Yes we can, indemnify giant corporations, escalate the ‘war on terror’, continue the occupation of Iraq, drill offshore for oil, trample on the Constitution, expand the faith based initiatives program, and increase our reliance on nuclear power. If Barack Obama has proven anything to progressives with all his hot air, sloganeering, and bluster it isn’t that progressives should offer up their vote to his candidacy, it’s that progressives should be largely indifferent to whoever the two corporate parties put up for election to the presidency.

The all things to all people image that Obama has so assiduously crafted, should serve as a red flag to all serious progressives, that this sharp and calculating politician doesn’t let ‘the little things’ such as ideology or core beliefs put a stop to him. I’ve really felt let down by people I once respected such as Michael Moore, Katrina vanden Heuval and Arianna Huffington in their choosing to carry water for Obama’s candidacy.

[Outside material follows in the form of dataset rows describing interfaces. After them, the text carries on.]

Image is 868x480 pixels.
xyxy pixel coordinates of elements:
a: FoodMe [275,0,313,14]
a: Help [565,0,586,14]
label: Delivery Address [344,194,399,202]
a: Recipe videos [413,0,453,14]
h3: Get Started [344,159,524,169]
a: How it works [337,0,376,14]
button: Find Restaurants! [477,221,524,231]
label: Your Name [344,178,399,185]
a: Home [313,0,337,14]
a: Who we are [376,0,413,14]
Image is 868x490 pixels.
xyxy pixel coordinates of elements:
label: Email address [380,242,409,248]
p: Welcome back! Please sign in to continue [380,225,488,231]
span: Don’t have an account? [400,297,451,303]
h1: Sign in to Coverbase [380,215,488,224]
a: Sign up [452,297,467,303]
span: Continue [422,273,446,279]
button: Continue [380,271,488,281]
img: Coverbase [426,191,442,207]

Obama represents nothing more than the lesser of two great evils. McCain may be a far more sinister, diabolical one, but both are evils just the same.

What Obama has clarified, if anything, is that progressives should no longer have any illusions about what the Democratic Party is going to offer up for the presidency. A militaristic, neoliberal, opportunistic, and compromised sort of ‘leader’. The futility of voting has never been more apparent, than it is at the present moment (and as Howard Zinn points out eloquently in this article it takes all of two minutes anyway).

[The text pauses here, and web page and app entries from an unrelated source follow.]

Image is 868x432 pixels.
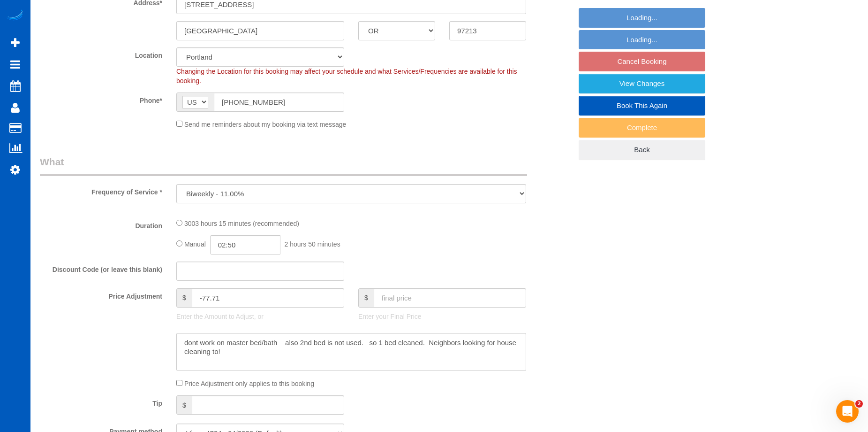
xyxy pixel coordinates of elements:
input: Phone* [214,92,344,112]
span: $ [176,395,192,415]
a: Book This Again [579,96,706,115]
span: 3003 hours 15 minutes (recommended) [185,219,299,227]
a: View Changes [579,74,706,93]
input: City* [176,21,344,40]
label: Price Adjustment [33,289,169,301]
label: Tip [33,395,169,408]
img: Automaid Logo [6,10,24,22]
label: Frequency of Service * [33,184,169,196]
iframe: Intercom live chat [836,400,859,422]
span: Price Adjustment only applies to this booking [185,380,314,388]
span: $ [176,289,192,308]
p: Enter the Amount to Adjust, or [176,312,344,321]
label: Phone* [33,92,169,105]
span: Changing the Location for this booking may affect your schedule and what Services/Frequencies are... [176,67,517,85]
span: 2 hours 50 minutes [285,241,340,248]
label: Location [33,47,169,60]
span: 2 [856,400,863,408]
span: Manual [185,241,206,248]
label: Discount Code (or leave this blank) [33,262,169,274]
span: Send me reminders about my booking via text message [185,120,347,128]
label: Duration [33,217,169,231]
a: Back [579,140,706,160]
legend: What [39,155,528,176]
span: $ [359,289,374,308]
input: Zip Code* [450,21,527,40]
p: Enter your Final Price [359,312,527,321]
input: final price [374,289,527,308]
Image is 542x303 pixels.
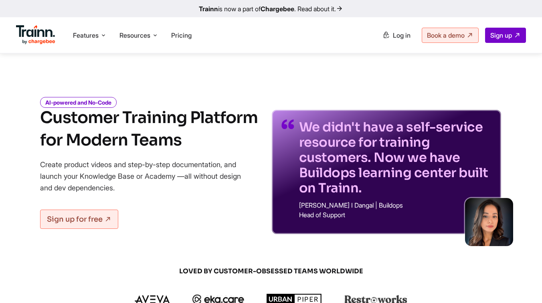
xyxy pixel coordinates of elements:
span: Features [73,31,99,40]
p: [PERSON_NAME] I Dangal | Buildops [299,202,492,208]
b: Chargebee [261,5,294,13]
span: Sign up [490,31,512,39]
a: Sign up for free [40,210,118,229]
a: Pricing [171,31,192,39]
img: quotes-purple.41a7099.svg [281,119,294,129]
img: sabina-buildops.d2e8138.png [465,198,513,246]
p: Create product videos and step-by-step documentation, and launch your Knowledge Base or Academy —... [40,159,253,194]
a: Log in [378,28,415,42]
span: LOVED BY CUSTOMER-OBSESSED TEAMS WORLDWIDE [79,267,463,276]
span: Book a demo [427,31,465,39]
p: We didn't have a self-service resource for training customers. Now we have Buildops learning cent... [299,119,492,196]
h1: Customer Training Platform for Modern Teams [40,107,258,152]
span: Resources [119,31,150,40]
span: Log in [393,31,411,39]
p: Head of Support [299,212,492,218]
i: AI-powered and No-Code [40,97,117,108]
b: Trainn [199,5,218,13]
iframe: Chat Widget [502,265,542,303]
a: Book a demo [422,28,479,43]
img: Trainn Logo [16,25,55,45]
a: Sign up [485,28,526,43]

The task at hand for progressives should be to build a movement outside of the two major parties that will challenge the levers of power to serve the needs of the poor, people of color, all minority groups, and the working class. The movement may or may not need a leader (I’m always skeptical of them), but we need a movement that advances a wide ranging progressive platform, and that represents millions of people.

I don’t want to suggest that anyone should not set aside his or her two minutes for voting, but I am suggesting that progressives not get tangled up in the McCain, Obama horse race aspect of the story. Instead, progressives need to get to the work of building a movement to challenge to the two major corporate sell out parties.

If the ‘progressive movement’ and the Democratic Party become inextricably tethered, the political system will continue to reproduce all of the despicable things that progressives hate. Militarism, degradation of the Earth, infringement of civil liberties, neoliberal social policy, and inequitable treatment for women, people of color and lesbians and gays.

Additionally, we’ll see the continued prominence of religion in the political sphere, and the further unraveling of the America we’ve known and loved, into a permanent neoliberal dystopia.